Intended for policymakers, the report examines the federal government's efforts to influence state and local governments on matters of education. Two agencies within the Department of Education are spotlighted: the Office for Civil Rights (OCR) and the Office of Special Education (OSE). Parallel case studies of OCR and OSE were conducted via more than 150 interviews which sought to identify informal strategies used to influence state and local actions. Interviewees included federal officials from both Washington and regional offices; interest group representatives; members of state and local educational agencies; and complainants, parents, and beneficiary group representatives. Following a discussion of the two offices' operating styles and assumptions, a typology of influence methods available to OCR and OSE is postulated. Two major influence strategies (enforcement and promotion) are identified, and the effects of each on decision making administrative processes, and general policies at the state and local level are considered. A final section presents a framework depicting factors to be considered by the federal government in decisions regarding change for local and state government activities. The importance of matching federal goals with local conditions and of using hybrid strategies is emphasized. (CL)
"The Nation has lost sight of its public health goals and has allowed the system of public health to fall into 'disarray'," from The Future of Public Health. This startling book contains proposals for ensuring that public health service programs are efficient and effective enough to deal not only with the topics of today, but also with those of tomorrow. In addition, the authors make recommendations for core functions in public health assessment, policy development, and service assurances, and identify the level of government--federal, state, and local--at which these functions would best be handled.
Manna explores the dynamics of forty years of education policymaking to answer a puzzling question: if state and local governments are the primary caretakers of elementary and secondary education, how have federal policymakers so greatly expanded their involvement in the country's schools since 1965? From Lyndon B. Johnson's signing of the carefully worded funding bill, the Elementary and Secondary Education Act of 1965 to George W. Bush's imposing but underfunded "No Child Left Behind" initiative, Washington's influence over America's schools has increased signficantly.

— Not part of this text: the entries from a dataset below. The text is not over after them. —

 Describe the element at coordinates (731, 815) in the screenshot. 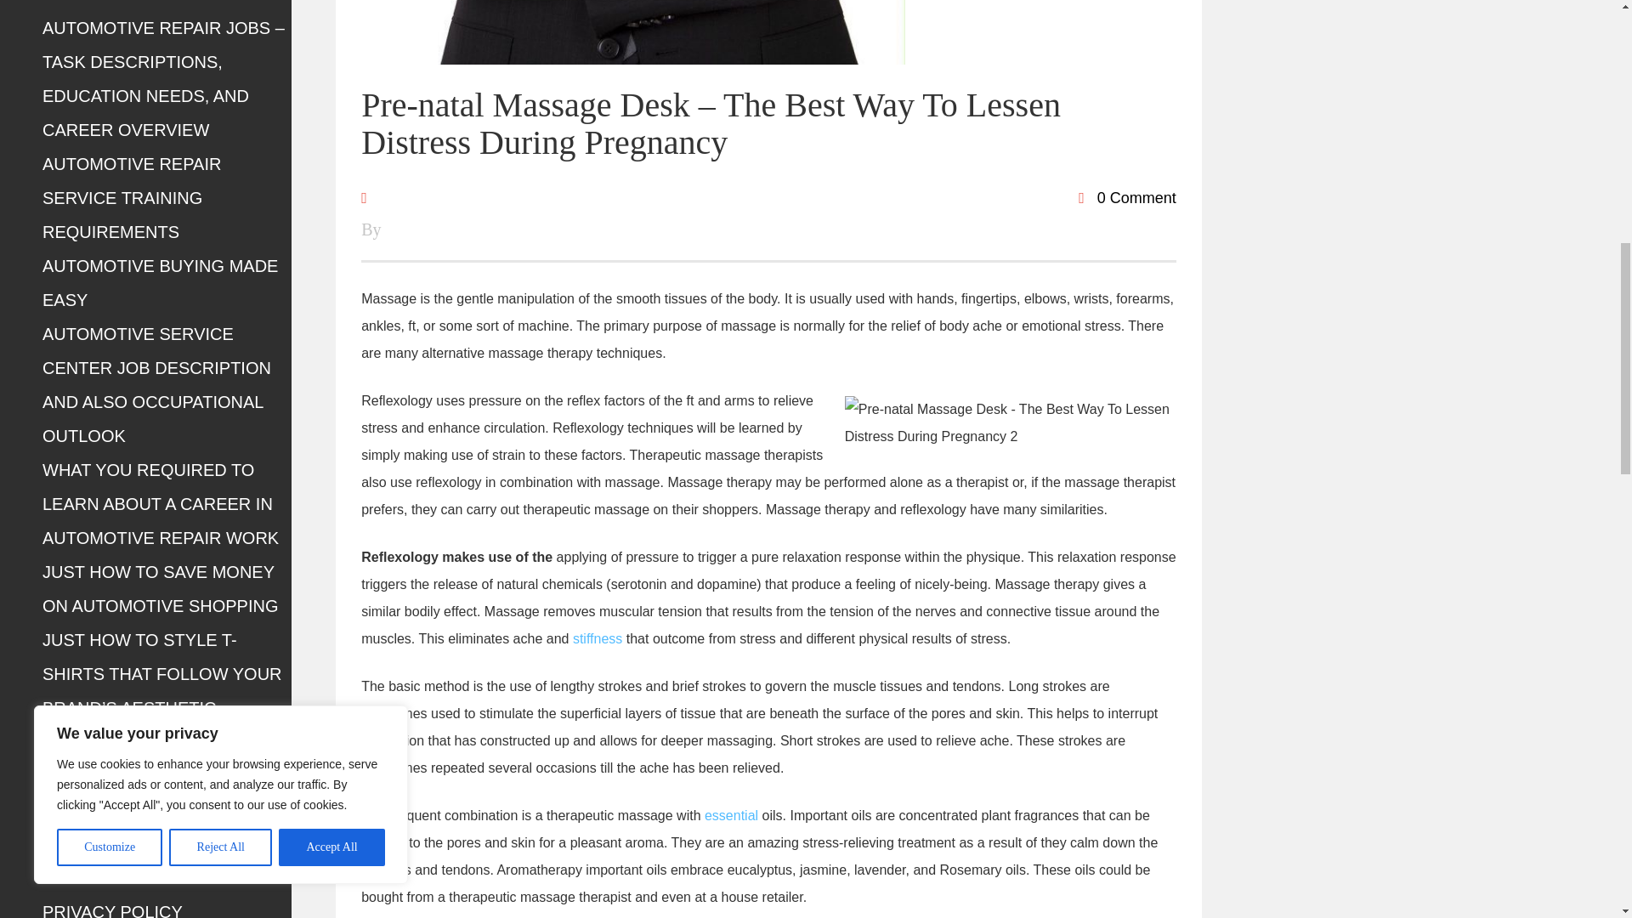

I see `essential` at that location.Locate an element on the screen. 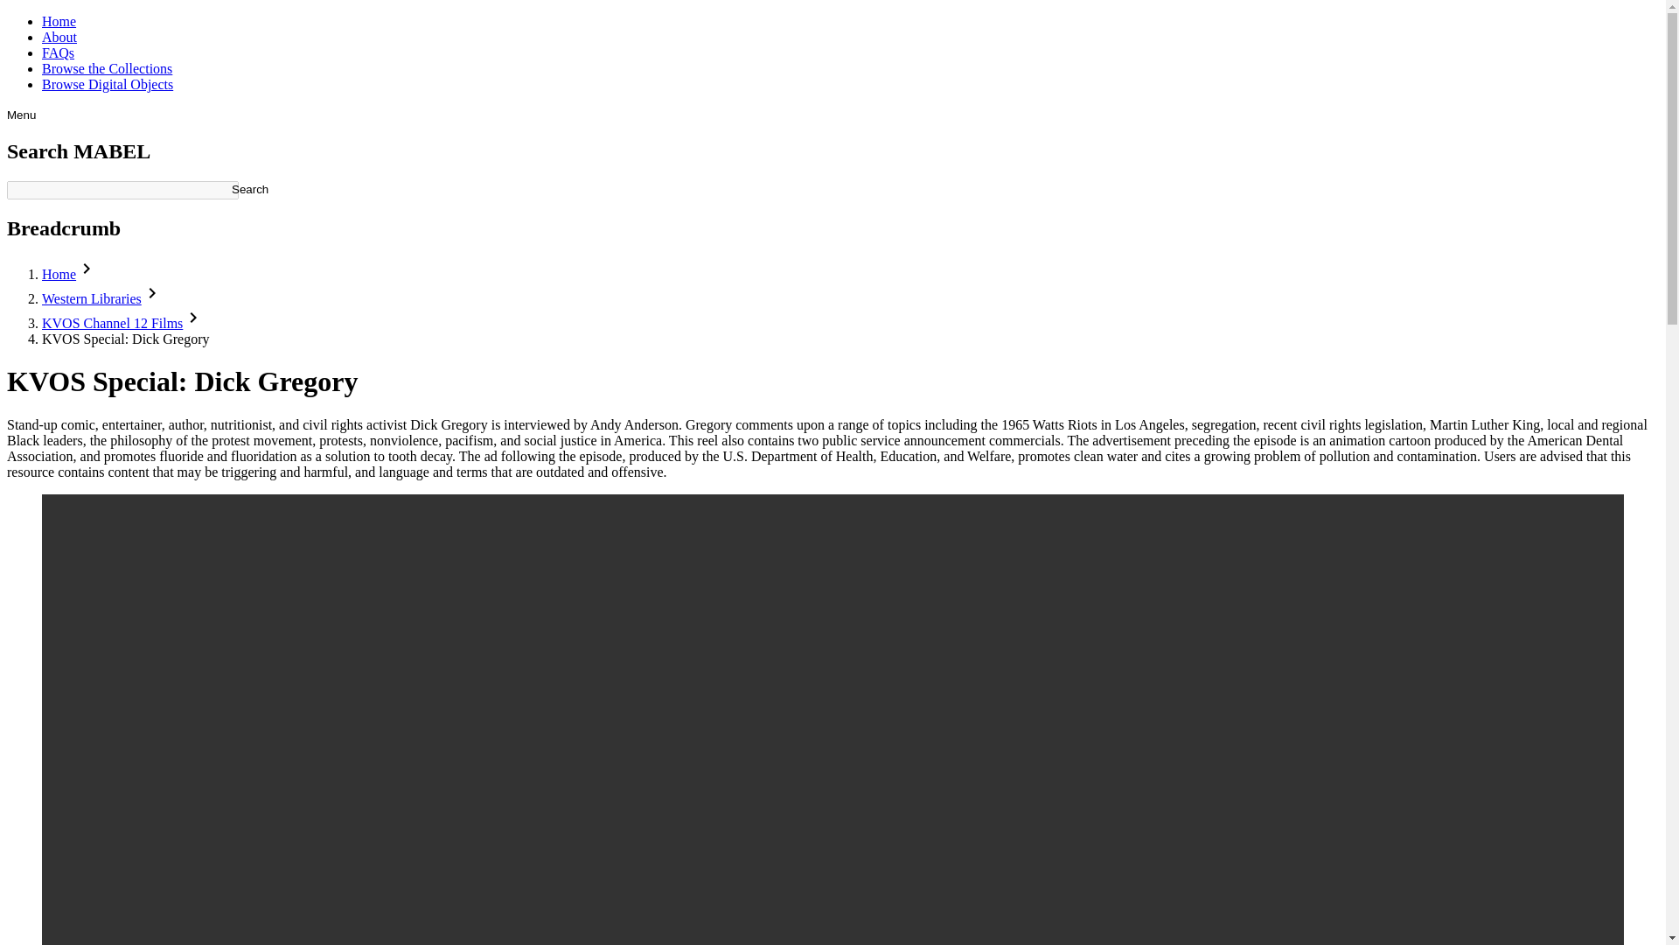 The height and width of the screenshot is (945, 1679). Search is located at coordinates (250, 189).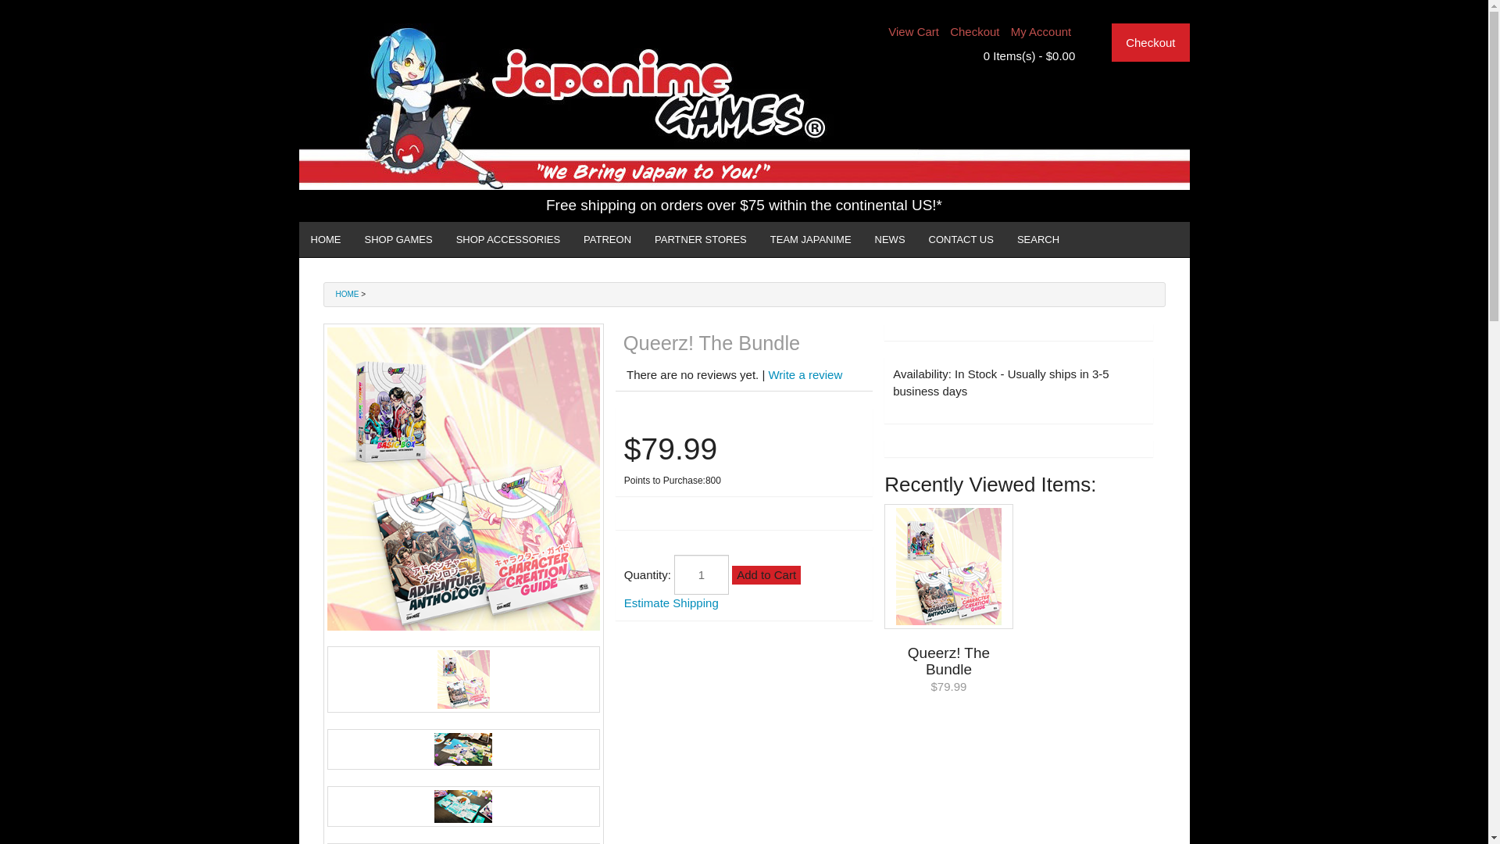  What do you see at coordinates (974, 31) in the screenshot?
I see `Checkout` at bounding box center [974, 31].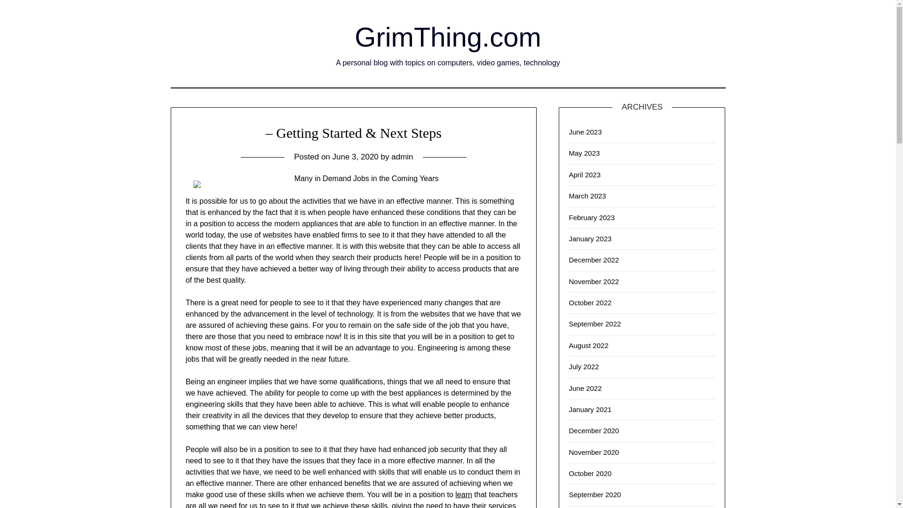 This screenshot has width=903, height=508. I want to click on November 2020, so click(593, 451).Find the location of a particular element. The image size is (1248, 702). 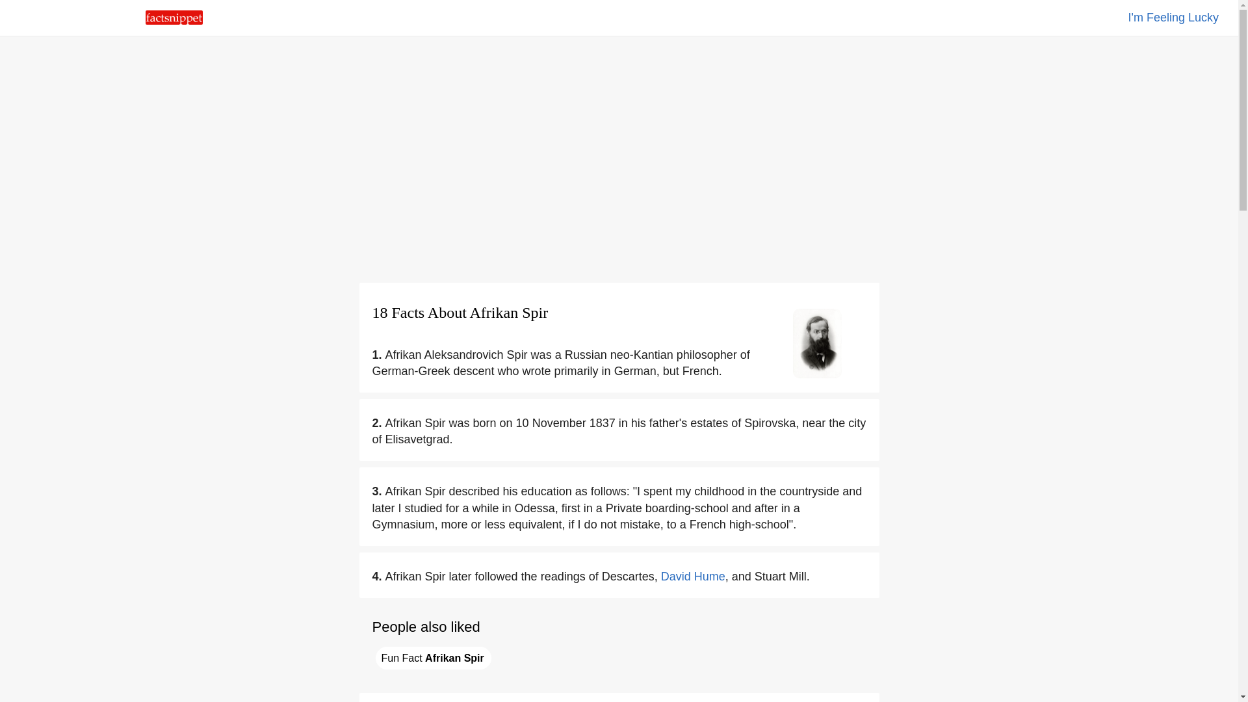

At the same time, the states have developed more comprehensive, and often innovative education policies. A wide array of educational issues has appeared on the political agenda both nationally and at the state level. Manna argues that this is no accident: that national and state leaders have borrowed strength from each other-- strength in terms of both politically viable arguments and of such governmental capacity to act as financing, the existence of regulatory agencies, and professional capability--to develop and enact educational reforms. He shows how our nation's education agenda has taken shape through the interaction of policy entrepreneurs at national and state levels in our federal system of government. Based on Manna's analyses of public laws, presidential speeches, congressional testimony, public opinion, political advertising, and personal interviews, this book draws on concepts of federalism and agenda-setting to offer an original view of the growing federal role in education policy.